Tourists are beginning to return in droves to Whistler as public health restrictions lift and life gets closer to normal, but the same can’t yet be said for workers.
“Finding the staff that we need to run our businesses is a very challenging right now,” said Alta Bistro owner and Restaurant Association Whistler president Eric Griffith. “And it won’t let up anytime soon … it’s going to take us all summer and through the fall to really staff this resort properly for winter.”
Griffith estimates the Alta Bistro team lost approximately 20 to 30 per cent of its staff when Whistler Blackcomb was ordered to close and indoor dining was restricted in March. “That second shutdown, that was like the breaking point for some people. They just couldn’t be on EI anymore, they had to go do something else,” he said. “We lost some people to tree planting and [other] seasonal jobs, but I’m hoping that we’ll start to see people returning to town.”
Added Griffith, “We’re just going to keep working through it, but we’re going to have to make compromises.”
For many local businesses, those compromises include reducing capacity and shortening hours, to avoid staff burnout and lower operating expenses while ensuring service levels remain high. Griffith’s Alta Bistro is currently only open five days per week, while Upper Village ski shop and taproom RMU announced in an Instagram post this week that it is reducing its hours due to a lack of kitchen staff.

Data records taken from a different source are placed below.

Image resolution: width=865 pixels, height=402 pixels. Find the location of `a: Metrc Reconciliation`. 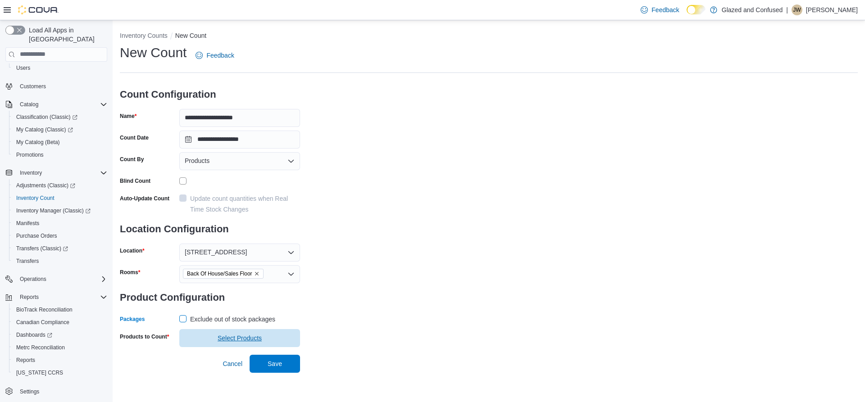

a: Metrc Reconciliation is located at coordinates (41, 348).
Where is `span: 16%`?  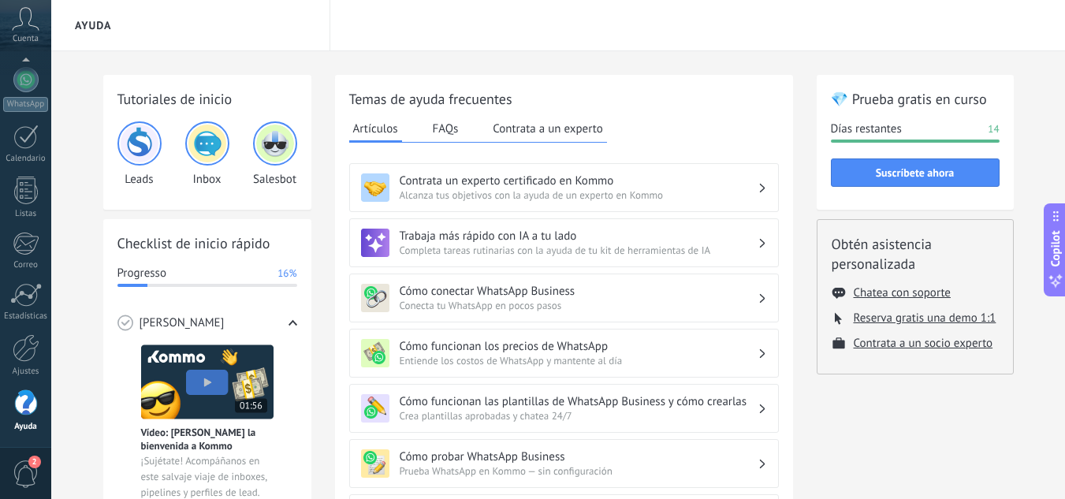 span: 16% is located at coordinates (287, 273).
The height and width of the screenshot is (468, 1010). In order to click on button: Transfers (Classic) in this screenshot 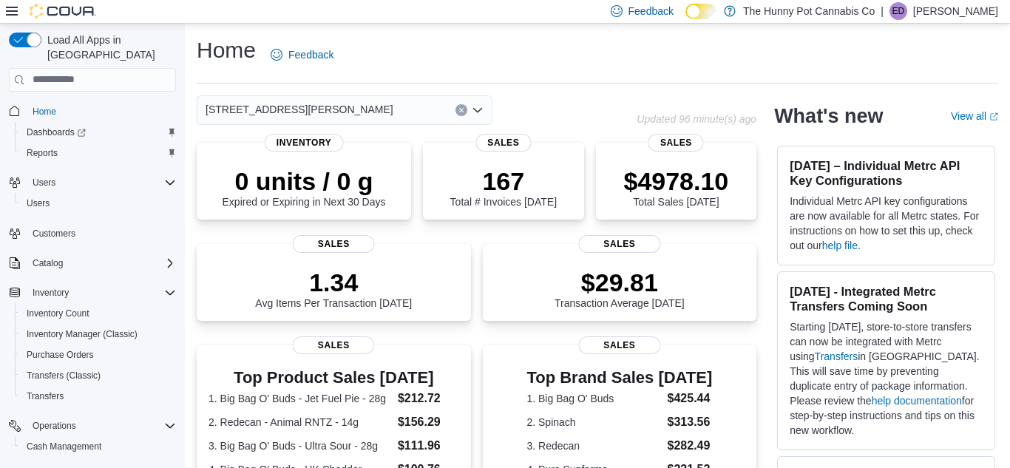, I will do `click(98, 375)`.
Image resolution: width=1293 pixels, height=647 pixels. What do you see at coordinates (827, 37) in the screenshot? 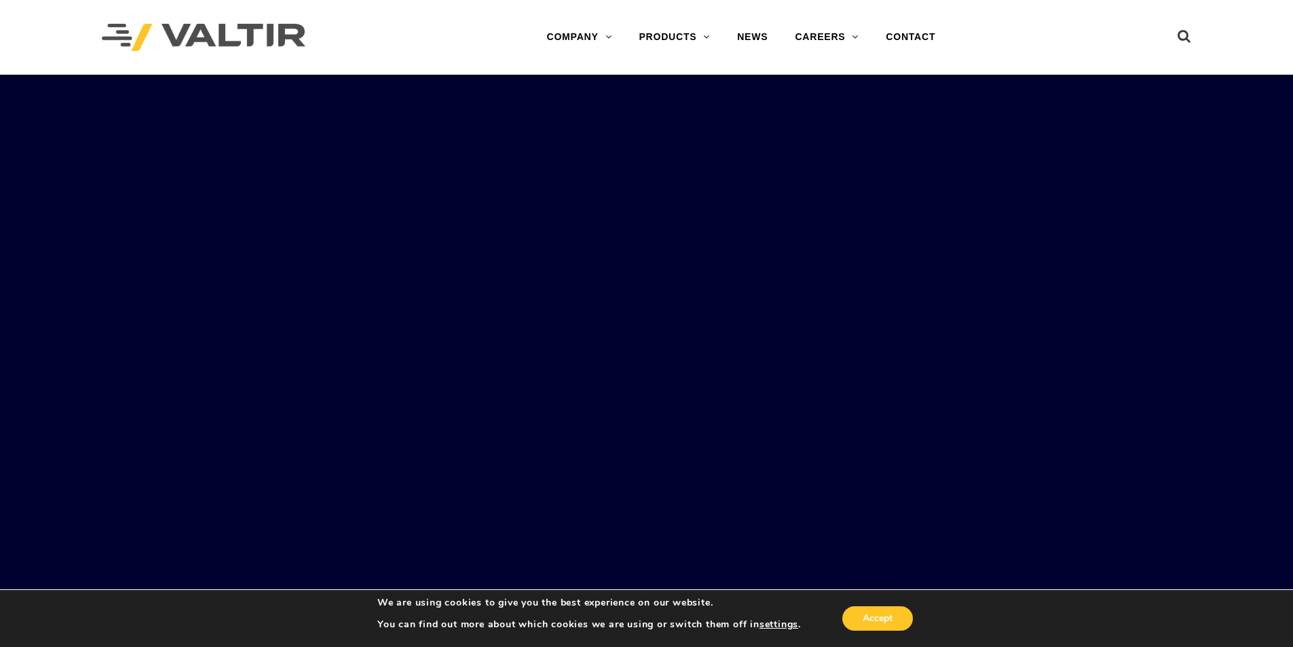
I see `a: CAREERS` at bounding box center [827, 37].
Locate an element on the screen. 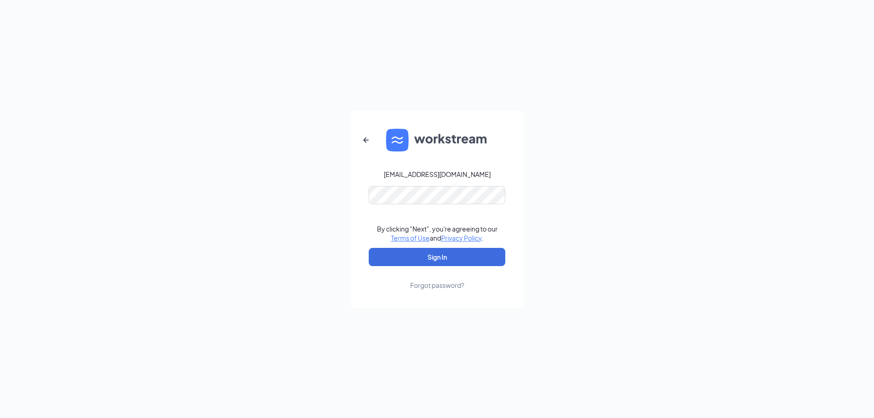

For other businesses, that might mean owners or office staff stepping into customer-facing positions, explained Whistler Chamber of Commerce CEO Melissa Pace.
“I’ve talked to the governments about this; we need staffing,” she said. “We have such a limited timeframe, being in a resort. We have weeks and only a few weekends to make up the loss of revenue [suffered during the pandemic.]”
Staffing issues aren’t unique to Whistler, but are posing similar challenges to tourism operators and businesses across the province, confirmed Ginger Brunner, a senior HR specialist with go2HR, B.C.’s tourism and hospitality human resource association.
Ian Tostenson, president of the BC Restaurant and Food Services Association, backed this up, recently estimating that the province’s restaurant industry has lost about 45,000 of its approximately 190,000 staff during the pandemic—right in line with Griffith’s estimated loss.
The ongoing shortage is motivating many employers to get increasingly creative with their recruitment efforts, Brunner said. Whistler’s Araxi, for instance, took out a full-page ad in Pique’s employment opportunities section last week, offering potential workers 50 per cent off the cost of staff housing this summer.
“We’re seeing those signing bonuses out there; the housing, flexibility in some of the scheduling and shifts that are being offered, adjustments in compensation … and what employers or employers are providing employees as incentives,” Brunner explained.
“It’s not just end-of-season incentives anymore, but it’s referrals for hires, where if staff can refer others that are hired, then they’ll receive a bonus themselves.”
Several factors are contributing to the ongoing shortage, Brunner added, from the pandemic prompting some workers to pivot into other industries to a drop in international workers.
Despite these shortages, the provincial government this week reported that B.C. has surpassed pre-pandemic employment levels, effectively recovering more than 100 per cent of the jobs lost during the COVID-19 pandemic.
In an emailed statement, a spokesperson for B.C.’s Ministry of Jobs, Economic Recovery and Innovation acknowledged that the province’s accommodation and food services sector—a significant component of its tourism industry—“saw the biggest job growth among all B.C. sectors in June, with 19,200 jobs gained throughout the province.” B.C. also leads all provinces in job recovery in accommodation and food services since the start of the pandemic, with about 88 per cent of jobs recovered, the statement added.
While Whistler hotels haven’t historically faced the same struggles as other local businesses when it comes to finding labour, Hotel Association of Whistler president Saad Hasan said this summer is different.
“You may have pockets of some hotels that have a little bit better staffing than the others, but it is the standard, from what I’m hearing, that staff shortages are affecting our openings,” he said.
“Hotels have staff-to-guest ratios, and we are very careful about that. It’s difficult if you don’t have enough staff, because then if you open it to guests then you will find that the experience is not the same.”
Generally hotels in Whistler have a core foundation of long-term staff, and top up their roster with seasonal workers as needed, Hasan explained. But with much of that foundation comprised of international staff, a significant portion was lost when the pandemic prompted employees to return to their home countries. Now, “what you’re trying to do is build up from absolute ground zero”—without the same international workforce that Whistler once drew, Hasan said.
That said, hotel staff aren’t yet being pushed to their limits by high-occupancy rates, despite the bustling weekend crowds that appear to have returned to Whistler. “What you’re seeing in the village is largely day visitors, because it’s not reflected as strongly in hotel accommodations,“ noted Hasan.
But in terms of B.C.’s reopening, “it’s just early days,” he added.
“[The Hotel Association] accepted what came our way in March of 2020. The drive to get revenues is not at the forefront at the moment for any members. At the moment, the drive is to open as safely as possible [and] give our guests the best experience possible,” Hasan said.